Maybe I’m crazy. Sometimes I feel so much anger, I don’t know what to do. I watch him walk across the room, and all I can think about is how much I can’t stand being around him. It isn’t because of any one thing—it’s all the little things that add up, like how he corrects me whenever he has a chance. He doesn’t listen to what I’m saying. He just listens for any mistake I might make so he can jump in and tell me what I’m saying is wrong—the wrong pronunciation, the wrong use of the word, the wrong phrase, the wrong whatever. Usually it has nothing to do with what I’m saying. When I finally get to my point after all his interruptions, he is dismissive of whatever I say: “Did you think of that all by yourself?”

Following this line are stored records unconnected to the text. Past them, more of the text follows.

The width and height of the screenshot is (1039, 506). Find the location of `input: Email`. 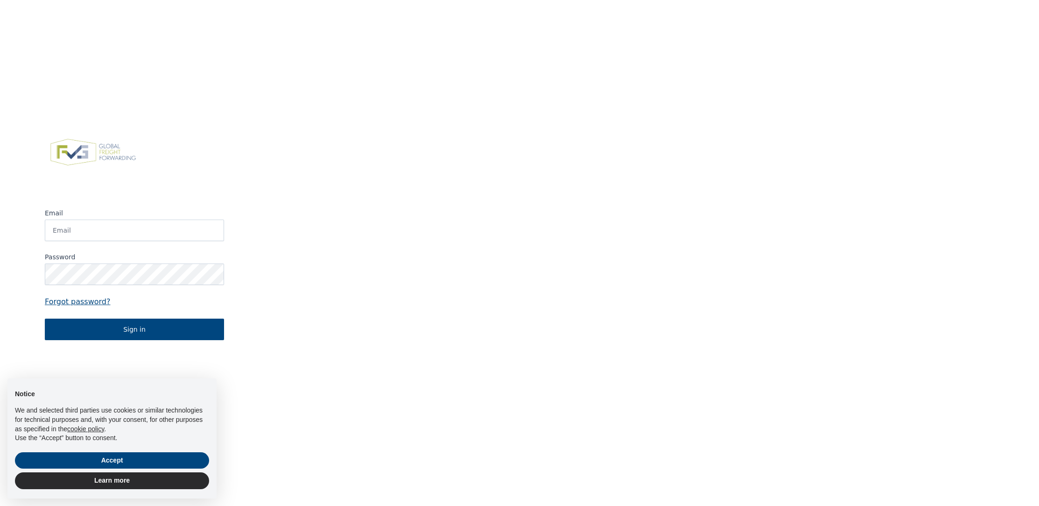

input: Email is located at coordinates (134, 230).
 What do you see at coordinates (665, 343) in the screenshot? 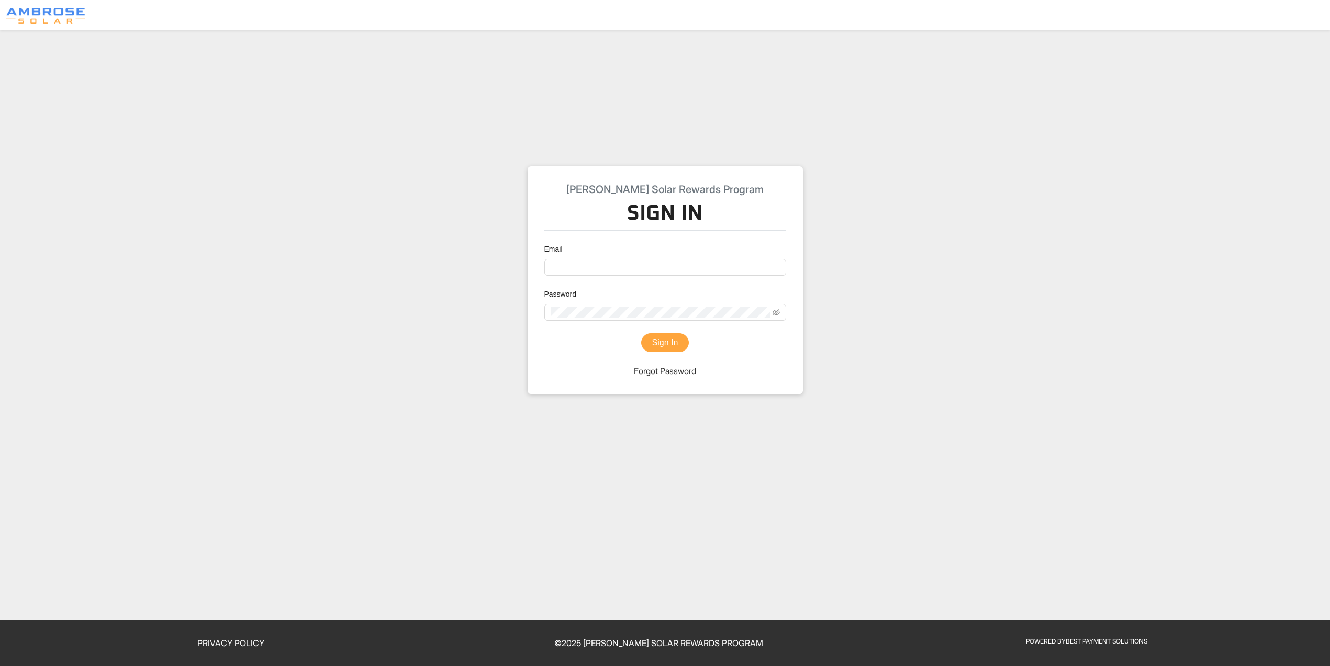
I see `button: Sign In` at bounding box center [665, 343].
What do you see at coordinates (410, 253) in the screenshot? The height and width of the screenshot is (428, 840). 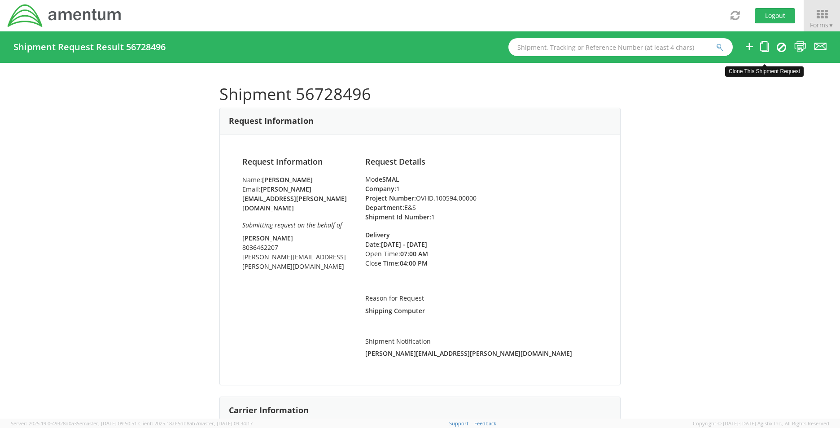 I see `li: Open Time:` at bounding box center [410, 253].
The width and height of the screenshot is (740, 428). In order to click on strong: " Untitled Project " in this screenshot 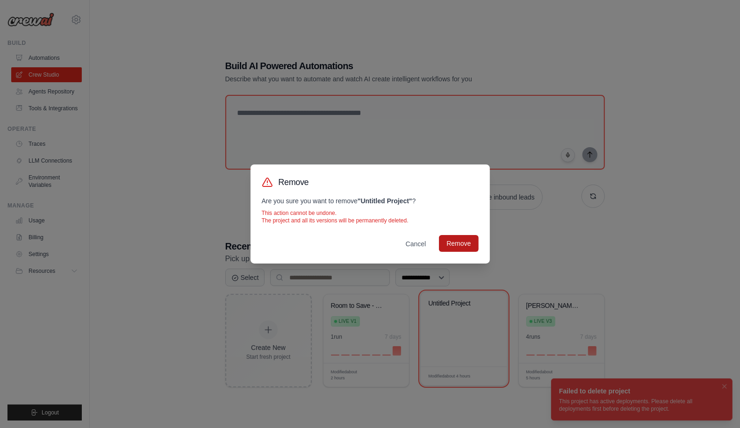, I will do `click(385, 201)`.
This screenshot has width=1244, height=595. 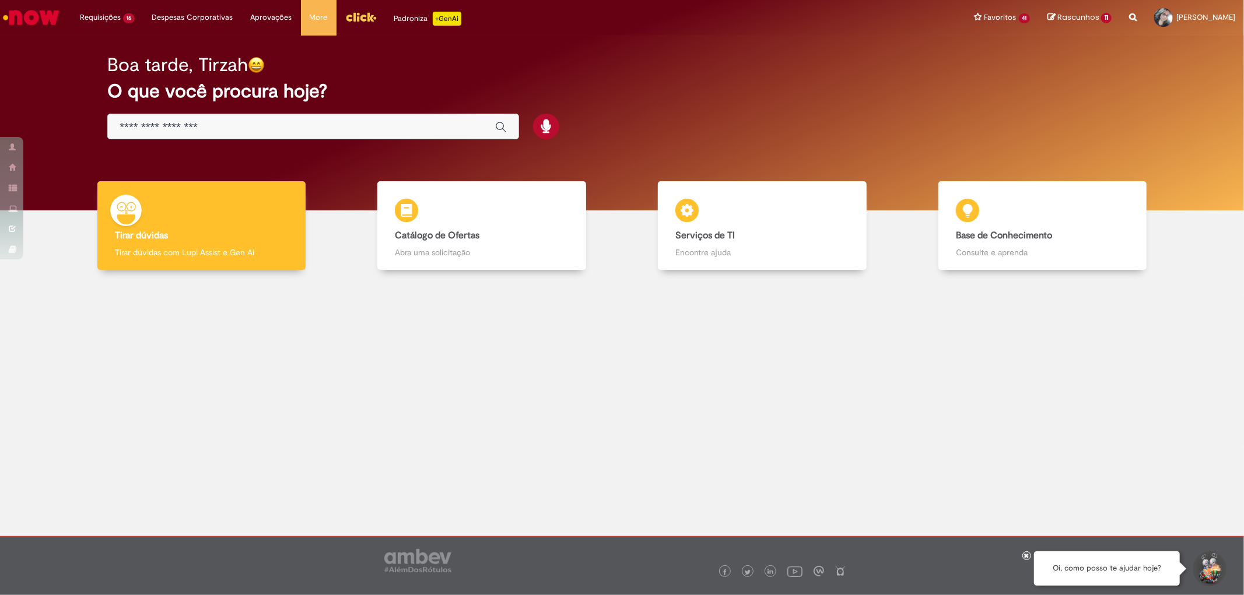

For years I tried to figure out why he needed to do that. I’ve wondered if he just needs to feel superior, but he is much more accomplished than I’ll ever be. Perhaps, despite all his success, he still feels insecure. Sometimes I think that I get under his skin as much as he gets under mine, and this is his passive aggressive way of letting his anger out. Whatever the reason, when his talk gets too much for me, I say something, like, “Will you let me finish before you tell me how stupid you think I am?” and he is better for while, but the old pattern soon comes back. He attacks and I shut down. It’s hard to keep talking if you know you’re going to get shot down no matter what you say. I try to find safe topics, like the weather or taking care of something in the house, but I run out of things to say. I’d just sit there in silence which never feels right. That isn’t how couples should be with each other.

Our friends have noticed how he attacks me. They’ve pulled me aside and said, “Why do you put up with that?” and I just shrug my shoulders. Shaking their heads, they say, “You don’t have to live with that.” If they only knew the whole truth about our relationship, it would make them wonder even more why I stay with him. We stopped making love years ago. We never cuddle or show any affection toward each other. We never laugh together. We never say kind things to each other. All we are is civil. We don’t fight. We just exist, day after day. We have our routines. We’re roommates who share a roof.

I don’t know why I stay. I could walk out, get a divorce, but I’ll never take that step. Maybe it’s the years we’ve put in, a kind of investment I don’t want to give up on. Maybe it’s that I’m afraid to be without him, that he’s convinced me that I need him to get through the day. Maybe it’s because, despite it all, I love him, love what we once had, love the idea of us together, love knowing he is with me. Maybe I’m just crazy.

 
Ronald J. Pelias

 
Ronald J. Pelias’ work has appeared in a number of journals, including Midwest Poetry Review, Coal City Review, Poetry East, and Negative Capability. His most recent books, Performance: An Alphabet of Performative Writing (Left Coast Press/Routledge), If the Truth Be Told (Sense Publications), and Writing Performance, Identity, and Everyday Life (Routledge, in press) call upon the poetic as a research strategy.